Before installing a kitchen in a tiny ADU, homeowners should assess its purpose, measure it carefully, research small-scale appliances and imagine it as a full-size kitchen.
The pop-up book offers as immersive a tour of the house as you can dream of. The scene at the so-called “kitsch-en,” for instance, wonderfully captures Willis’ commitment to playfulness as a central design conceit — something all too rare in a world often dressed in basic neutrals.


A pink-leather dinette anchors a space that’s all but drowning in tiki mugs, salt and pepper shakers and adorned with artworks (including a collection of Zel caricatures). Willis’ humor is clearly prevalent throughout.
That’s nowhere more obvious than in her “Rec Room.” A blue-hued linoleum floor made to look like an aquarium, replete with singing fish and turtles, brightens the dark-wooded downstairs space and echoes the nautical elements Kesling introduced into his Streamline Moderne homes. Here, this underwater space serves as a repository for “Allee’s Legendary Landfill of Esthetic Essentials.”


The shelves, as the book shows, are filled to the brim with collectibles, many of them part of the collection of Black culture, which her friend James Brown first helped her curate. Lunchboxes, magazines, records, action figures and sculptures all but beg you to spend hours upon hours examining each and every one of them. This is thrifting as cultural history.

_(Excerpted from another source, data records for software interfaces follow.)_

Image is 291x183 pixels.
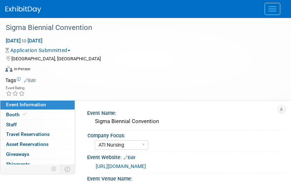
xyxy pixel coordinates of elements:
div: Event Name: [87,108,285,117]
img: Format-Inperson.png [5,66,12,72]
a: Giveaways [0,149,75,159]
td: Toggle Event Tabs [60,164,75,174]
div: Company Focus: [87,130,282,139]
a: Booth [0,110,75,119]
a: Asset Reservations [0,139,75,149]
a: Shipments [0,159,75,169]
a: [URL][DOMAIN_NAME] [96,163,146,169]
span: Booth [6,112,28,117]
div: Sigma Biennial Convention [92,116,280,127]
div: In-Person [14,66,30,72]
a: Edit [123,155,135,160]
a: Staff [0,120,75,129]
span: [GEOGRAPHIC_DATA], [GEOGRAPHIC_DATA] [11,56,101,61]
div: Event Rating [6,86,25,90]
div: Event Format [5,65,282,76]
span: to [21,38,27,44]
span: Staff [6,122,17,127]
td: Tags [5,77,36,84]
div: Sigma Biennial Convention [3,21,276,34]
td: Personalize Event Tab Strip [48,164,60,174]
div: Event Website: [87,152,285,161]
span: Event Information [6,102,46,107]
span: Travel Reservations [6,131,50,137]
i: Booth reservation complete [23,112,26,116]
span: Giveaways [6,151,29,157]
div: Event Venue Name: [87,173,285,182]
button: Menu [264,3,280,15]
button: Application Submmitted [5,47,73,54]
span: Shipments [6,161,30,167]
a: Edit [24,78,36,83]
a: Event Information [0,100,75,110]
img: ExhibitDay [5,6,41,13]
a: Travel Reservations [0,129,75,139]
span: Asset Reservations [6,141,49,147]
span: [DATE] [DATE] [5,37,43,44]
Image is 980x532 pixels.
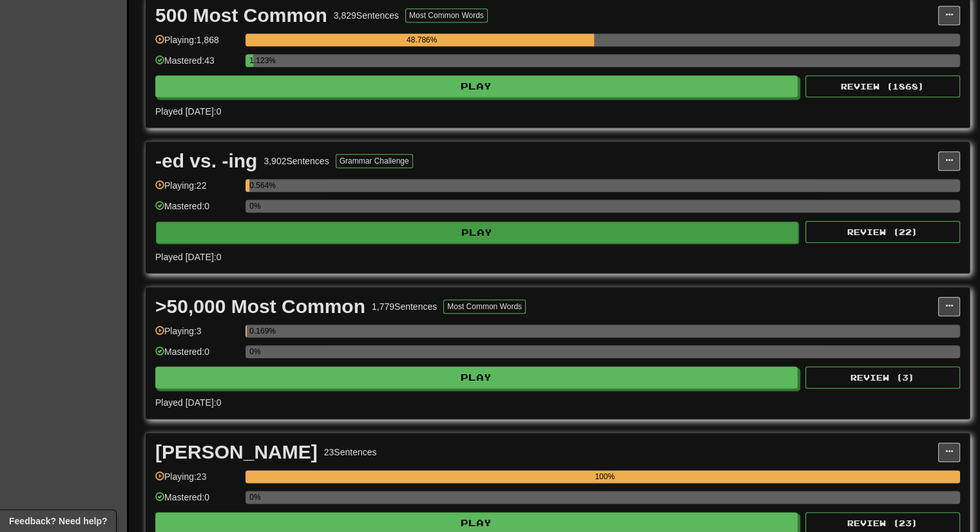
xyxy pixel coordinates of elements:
[155,297,366,316] div: >50,000 Most Common
[155,106,221,117] span: Played [DATE]: 0
[155,324,239,346] div: Playing: 3
[155,33,239,55] div: Playing: 1,868
[155,200,239,221] div: Mastered: 0
[333,9,399,22] div: 3,829 Sentences
[806,366,960,389] button: Review (3)
[155,366,798,389] button: Play
[250,33,594,47] div: 48.786%
[250,54,254,67] div: 1.123%
[405,9,487,23] button: Most Common Words
[324,446,377,459] div: 23 Sentences
[155,470,239,491] div: Playing: 23
[443,299,525,314] button: Most Common Words
[250,470,960,483] div: 100%
[155,491,239,512] div: Mastered: 0
[155,151,257,170] div: -ed vs. -ing
[806,221,960,243] button: Review (22)
[156,221,799,244] button: Play
[155,345,239,366] div: Mastered: 0
[155,443,318,462] div: [PERSON_NAME]
[155,75,798,97] button: Play
[155,398,221,408] span: Played [DATE]: 0
[9,514,107,527] span: Open feedback widget
[155,179,239,200] div: Playing: 22
[155,6,327,25] div: 500 Most Common
[155,252,221,263] span: Played [DATE]: 0
[335,154,413,168] button: Grammar Challenge
[371,300,437,313] div: 1,779 Sentences
[155,54,239,75] div: Mastered: 43
[806,75,960,97] button: Review (1868)
[264,155,328,168] div: 3,902 Sentences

Kitsch as historical remembrance.
In Carlip’s pop-up version of this room, you can see, among many other things, a crowned Miss America Vanessa Williams Corn Flakes box, a slew of Afro picks ready for the taking, a Harlem Globetrotters coloring book, a Diana Ross doll and a Chubby Checker Twister game.

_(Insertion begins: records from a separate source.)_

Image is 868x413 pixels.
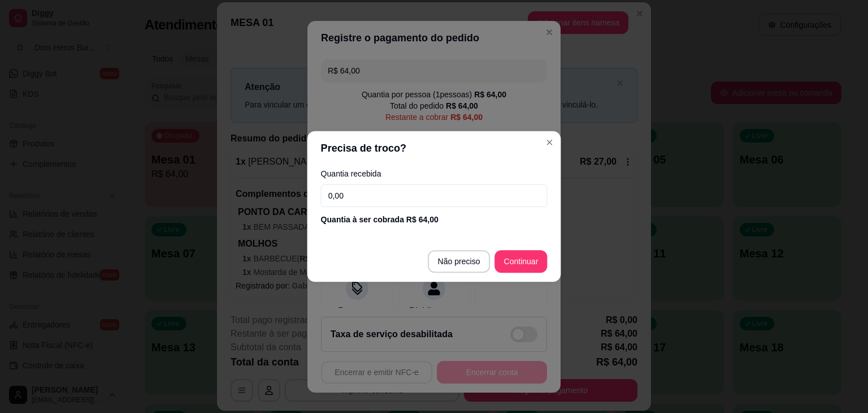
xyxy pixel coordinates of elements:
[308,131,562,165] header: Precisa de troco?
[428,250,490,273] button: Não preciso
[321,169,548,178] label: Quantia recebida
[540,134,559,152] button: Close
[321,214,548,225] div: Quantia à ser cobrada R$ 64,00
[495,250,547,273] button: Continuar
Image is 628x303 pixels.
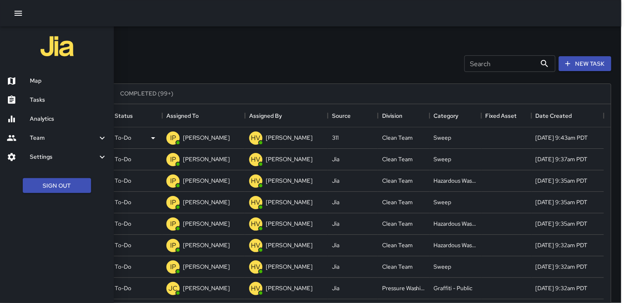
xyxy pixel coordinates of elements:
h6: Map [30,77,107,86]
h6: Settings [30,153,97,162]
h6: Analytics [30,115,107,124]
h6: Team [30,134,97,143]
button: Sign Out [23,178,91,194]
h6: Tasks [30,96,107,105]
img: jia-logo [41,30,74,63]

“It’s a funny thing, because Mike, the paper engineer, who’s done many other books and clients and everything, kept saying, ‘You can’t have so much detail. You have to edit,’” Carlip shares. “And I was like, ‘Nope.’ I just stood my ground. I was like, ‘It’s Allee. It’s all got to be in there.’ But then I finally relented and said, ‘How about there’s a downloadable poster where people can get descriptions of items and see them up close?’”
In that poster, you can see “Libby the Lovely Liberated Lady” doll, a Women’s Liberation toy that’s as hilarious as she sounds (you’re encouraged to pull her skirt for a surprise). And you can also see a photo of the famed Riverside Market sign that adorns the house’s outdoor pool next to a portable bar Willis had hand-sculpted from Motor City-found items.
As the future of the house as it stands remains up in the air, with Carlip unsure what the Foundation has planned for it, the pop-up book (like last year’s “The World According To Allee Willis” documentary) hopes to make sure Willis’ artistry is preserved in ways she would most enjoy.

“I just think it really captures her whimsy, her thoughtfulness, her creativity and the joy,” Carlip adds, about the house and book alike. “Everything she created had so much joy in it. I think when people come into this house, they feel all those things, they’re inspired to create. I think just the breadth of her creativity is infectious. You cannot help but be inspired by being in here.”
Carlip points to a painting that sits atop the fireplace right above a Sascha Brastoff gold ceramic bull. The piece features a blue-hued woman whose irregular features (bold neon lips, perky colorful nipples) are intentionally meant to evoke a certain famed artist. It is signed “P. Picasso.”
“People would always ask her, ‘Is this …?’” Carlip recalls with a laugh. “It’s not. I mean, it’s called ‘Girl with Blue Period.’”
More to Read
Sign up for The Wild
We’ll help you find the best places to hike, bike and run, as well as the perfect silent spots for meditation and yoga.
You may occasionally receive promotional content from the Los Angeles Times.